Take NO for an answer
Nature Medicine
November 14, 2011
Treatments that raise nitric oxide levels could be useful for treating a congenital metabolic disease, argininosuccinic aciduria (ASA), reports a study published online this week in Nature Medicine.
The enzyme that is defective in individuals with ASA, argininosuccinate lyase (ASL), generates the amino acid arginine, which is then used to make both nitric oxide, which regulates vascular function, and urea, which is used to dispose of waste nitrogen in the liver. Surprisingly, administration of the product of the defective enzyme, arginine, is not fully effective in treating individuals with ASA.
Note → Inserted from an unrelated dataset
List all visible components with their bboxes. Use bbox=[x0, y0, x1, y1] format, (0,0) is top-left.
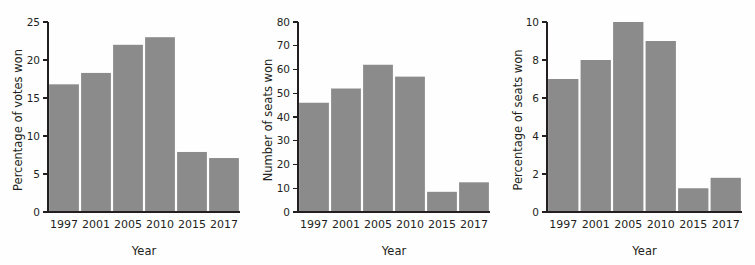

Based on studies in both a newly-generated mouse model of ASA and individuals with ASA, Brendan Lee and his colleagues found that the answer to this paradox is that ASL has an additional and unexpected role in making nitric oxide: it acts as a structural component of a multiprotein complex that converts arginine to nitric oxide. Because of ASL’s structural role, cells lacking the enzyme can’t make nitric oxide even if they are given arginine. To begin to translate these mechanistic studies into a therapy for ASA, the researchers showed that treatment of the ASA mouse model with an agent that raises nitric oxide levels, sodium nitrite, had beneficial effects on growth and survival.